My trips will often take me to and through villages and
towns. I will almost always visit forests, hills, lakes and rivers along the
way. Many times, I will have the joy of cycling beside vast farmer’s fields.
There is never any shortage of splendid scenery to captivate and caress the
senses.
I am also blessed to encounter much wildlife. Birds and
water fowl of all kinds, deer, bears, fox, reptiles, squirrels, chipmunks,
racoons,…just to name a few. I am never alone. There is always someone or
something that accompanies me on the ride.
There is always a great sense of freedom I experience on
these day trips. To get out in nature, peddling to my heart’s content, is often
blissful for me. I forget about the world, my life as I experience it, leave my
self-imposed worries behind and immerse myself in a hypnotic-like, almost
poetic expression of my physical being. The hotter and more humid it is, the
better! I have never met a hot and humid day I have not adored!
This freedom I mention above is an interesting experience.
This freedom is peaceful and even blissful. It is full of joy. It is rapturous
at times. This freedom will often give me a sense of being carried away to
another time and space. I can easily lose track of time, especially if it’s a
gloriously-sunny-and-hot day. But is this freedom?
The freedom I speak of above is a freedom born out of a
sense of self that is tethered to this world. It is a freedom born out of a
sense of separateness. It is a freedom that thinks it is autonomous and
self-sufficient. But this autonomy is a false autonomy.

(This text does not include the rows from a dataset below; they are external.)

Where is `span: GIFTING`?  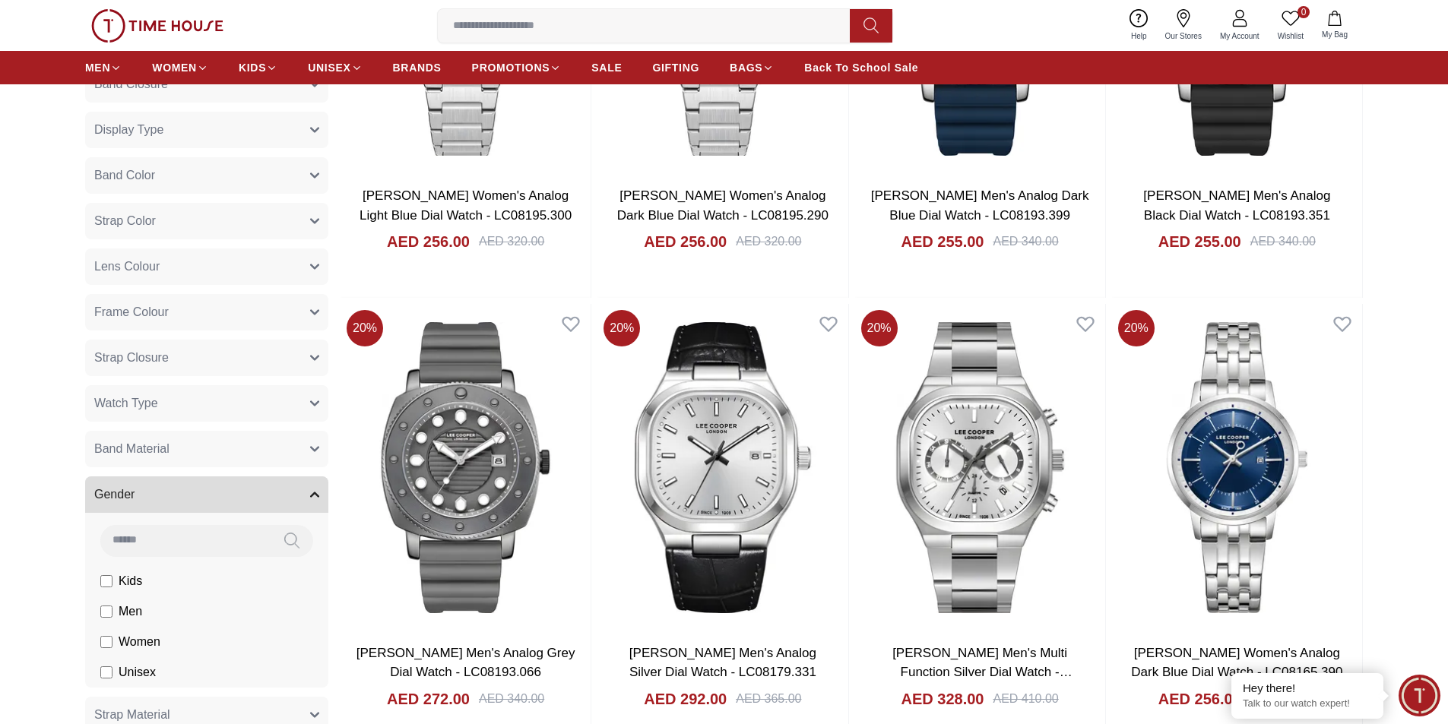 span: GIFTING is located at coordinates (676, 68). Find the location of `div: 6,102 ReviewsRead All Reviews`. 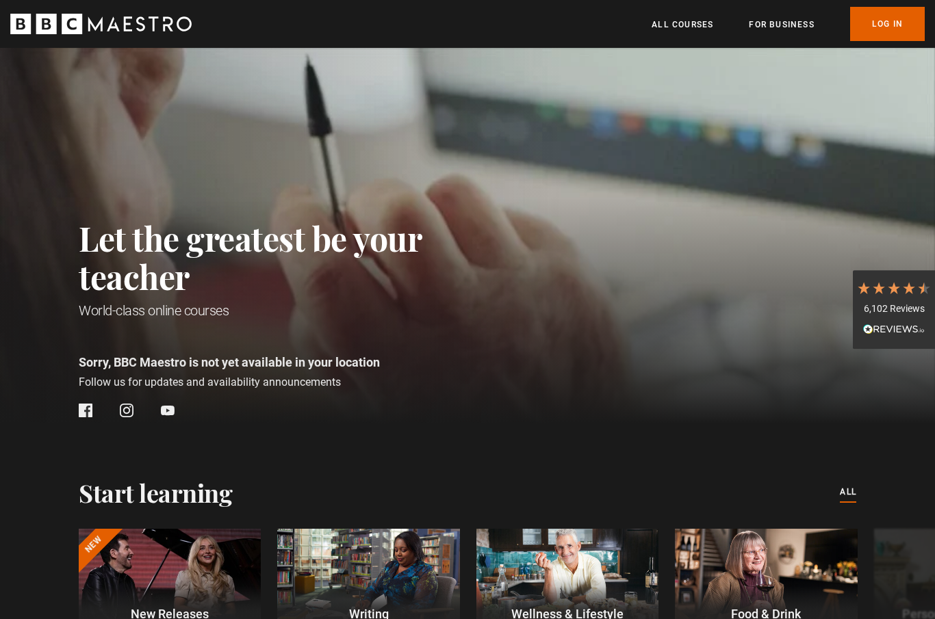

div: 6,102 ReviewsRead All Reviews is located at coordinates (894, 310).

The freedom I experience on my bicycle day trips is rooted
in my sense of me doing something and experiencing something. The experience
always brings awareness of another thing or body, in relation or comparison to
me.
There is another freedom I aspire to. This other freedom is
a true freedom. It is a freedom from the very bindings that gives me the
freedom-as-false-autonomy experience described above. This true freedom is
freedom from my mind.
True freedom for me is an absence of a sense of self. With
no sense of something or someone separate and distinct from anything or anyone
else, I experience ‘being’ instead of ‘doing’. My bicycle trips are ‘doing’ in
the very real sense, with the occasional glimpse of being. When I lose track of
time on my bicycle trips, I am only just beginning to enter a state of being.
Freedom from my mind allows me to look on everything and
everyone with equanimity. There are no judgements. There is not even any perception.
There is total acceptance of everything and everyone—of all that is. That is
freedom!
Robert Meagher has
been ordained as an Interfaith Minister and certified as a Sacred Attention Therapy (SAT) Therapist. Robert is the Founder and Spiritual
Director for Spiritual Guidance and Co-Founder of the Center for Human Awakening.